The Exploration ArchiveThe Exploration Archive
5 min readChapter 2MedievalAtlantic

The Journey Begins

The boats’ sterns swung and the familiar silhouettes of headlands shrank. Wind carried a thin fleet across open water. Men who had never left their fjord coasts now held the same horizon for days — a gray, moving line that blurred the boundary between sea and sky. The early miles tested shipbuilding and human endurance in equal measure. Salt spray ate at eyelashes and beards; sails slapped in gusts; ropes hummed and the deck strained under winter rain. The voyage had passed from vow to labor.

On the second night at sea, a storm came from the west. The waves struck with a cold slap that knocked men from their kneeling places and soaked bedding stacked below. The captain — an appointed leader chosen less for birth than for seamanship and for the persuasiveness to command a crew — ordered ballast shifted and sails to be reduced in size. The tension of crew life made itself known here: some men rowed until their arms burned, others stood shivering, hands white around tarred ropes. Rain turned oar grips slick and the timbers creaked ominously. A mast cracked on one vessel and the men stopped only long enough to lash a spare spar; then they resumed, the cold a constant needle into ribs. Risk was practical and immediate.

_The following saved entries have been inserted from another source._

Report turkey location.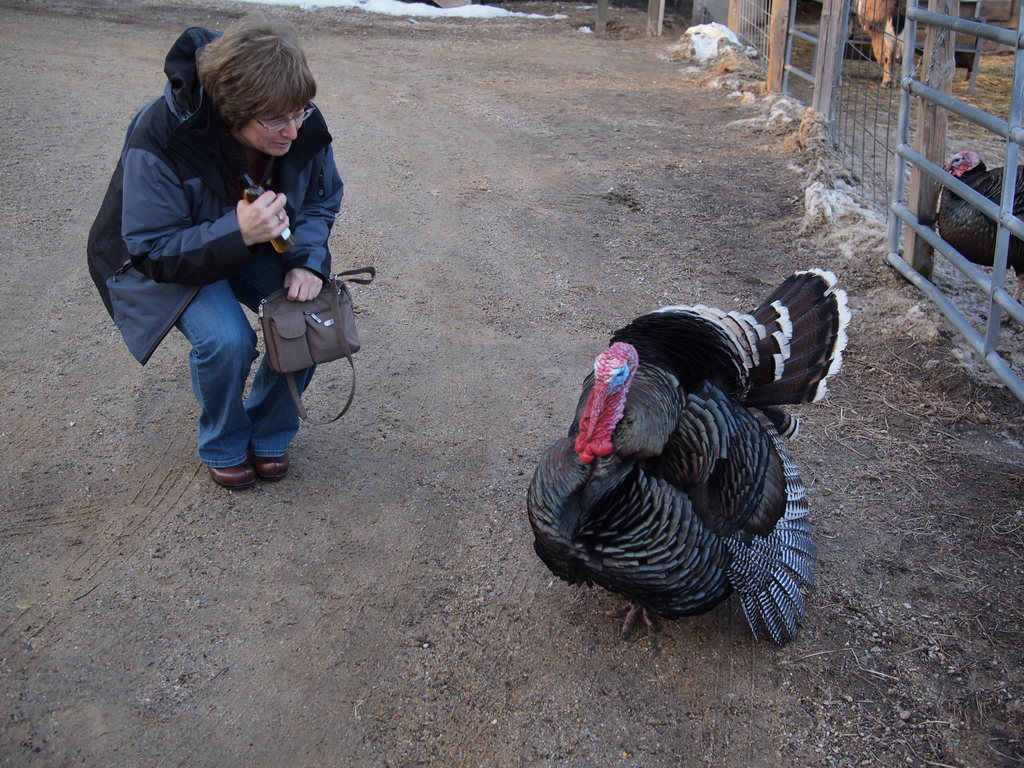
Report: 845, 0, 912, 83.
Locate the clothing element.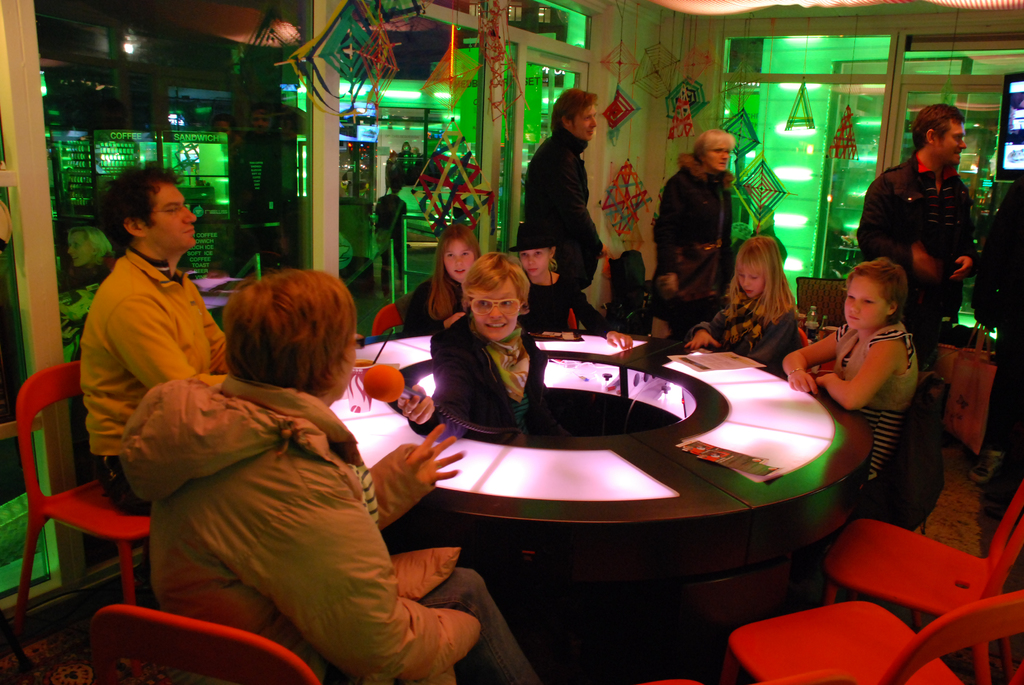
Element bbox: bbox=(515, 274, 602, 335).
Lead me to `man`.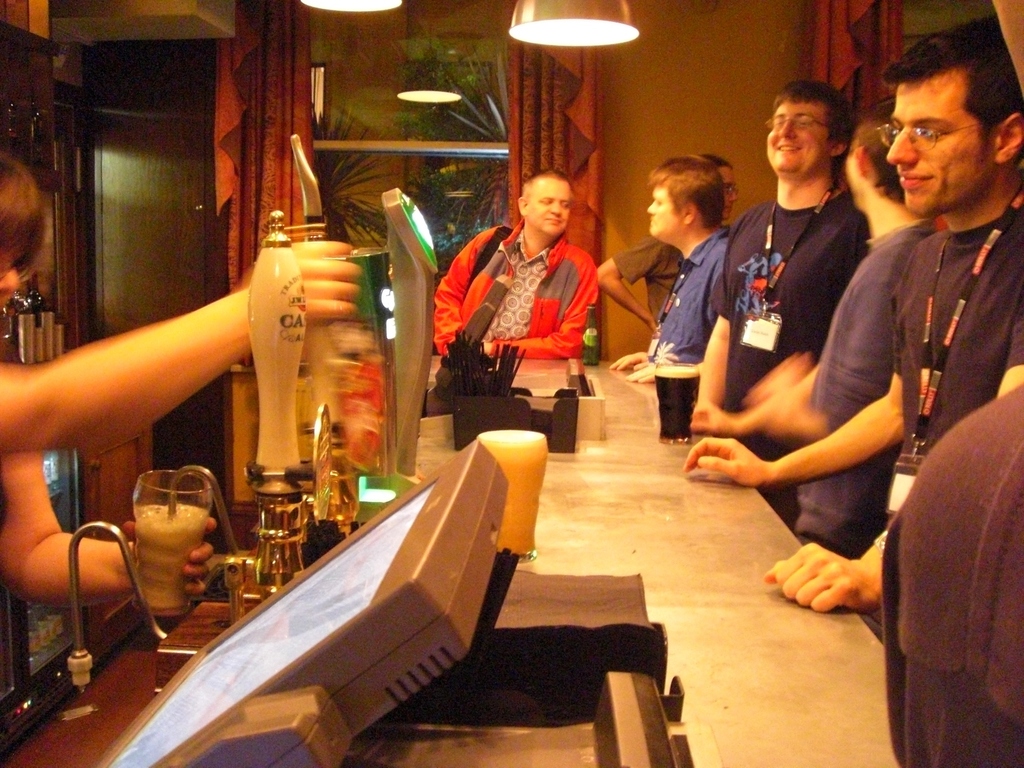
Lead to [424,167,629,419].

Food, too, became a fixed anxiety. Salted meat and dried fish kept the travelers alive, but monotony and rankness bred complaints. Rats in the hold gnawed away at sacks of grain. The sick were carried below and the dark, cramped space under decks became a silence where the smell of disease could grow. There were no doctors in the way later navies carried surgeons; remedies were folk cures and hurried prayers. At times men deserted on distant isles rather than face another ocean month, dragging their meager possessions ashore to set up a new life or to beg for food. Desertion was both a symptom and a sanction: the sea took those who could not bear it and kept those who could.

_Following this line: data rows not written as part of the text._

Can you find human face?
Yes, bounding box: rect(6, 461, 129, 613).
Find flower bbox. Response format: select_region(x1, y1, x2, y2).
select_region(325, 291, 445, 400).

Navigation in open water was craft as much as art. Crews read birds that rose from the sea in the morning and followed channels where porpoises spouted. The days of cloudless skies brought stars into service; at noon the angle of the sun was tested against rough wood and rougher eyes. Men watched for kelp and the scent of land in the wind; they watched for the change in swell where shelves broke. The absence of accurate charts made every crossing tentative and every new island a gamble. At times the fleet drifted into fog so thick that a man a few yards away was a ghost; then, suddenly, a cliff face loomed and the fleet had to heave to, rollers wrestling ships toward rock.

Landfalls offered sensory contradictions: the smell of wood smoke, the sound of unfamiliar birds, and the crunch of sand under boots after weeks at sea. Small coves took on strategic value; sheltered bays became winter homes where sod-houses rose from soil dug with bone and ploughshare. On one such landing the crew found a line of standing stones and a ruined broch; the ruins suggested the presence of earlier ironwork, prompting bartered exchanges rather than immediate conquest. In other spots, they met small fishing communities whose faces and language delayed recognition. Some meetings led to trade — salt and grain for iron and cloth — while others seeded the mistrust that would haunt future contact.

On longer crossings the ship’s rhythm folded into the men’s bodies. A man could sleep sitting, head tipped against the cabin bulk, and be awake at the sound of a gull. The steady percussion of oars became a lullaby. Yet the sea was always a test: barnacled rocks could rip a hull, a sudden southerly gale could throw a fleet off course, and the loss of a single planking could doom a voyage. The ever-present possibility of fracture made every decision a gamble weighed by experience and superstition.

The composition of a crew shaped how a voyage progressed. Farmers knew how to coax a sod house from tundra and how to shear a sheep; warriors carried the necessary muscle for raids and defense. Shipwrights and smiths could repair splintered frames under canvas in a matter of hours; their presence determined whether a mission could go on. The clash of personalities was ordinary. Some argued for immediate return when a storm showed teeth; others pressed to land where grass looked greener. Authority — often the thin authority of those who had financed and organized an expedition — was tested and sometimes broken.

By the time the last headland slid away on the horizon and the islands they sought rose out of mist, the expedition had been transformed by weather and the slow attrition of life at sea. Supplies were lighter, the crew thinner, and the men more accustomed to turning their hands to both ship chores and the building of a new home. When they finally stepped ashore, the land’s grass underfoot absorbed their exhaustion like a kind of benediction. The voyage had been more than a passage between points; it had been an apprenticeship in sea-going, a class in endurance, and an initiation into a maritime culture that would press on to stranger coasts and grimmer tests ahead. They stayed only long enough to rest and to take stock. The next horizon beckoned; they put gear on carts and eyes on maps sketched in grease on planks, and they moved inland toward the unknown that waited beyond the next headland.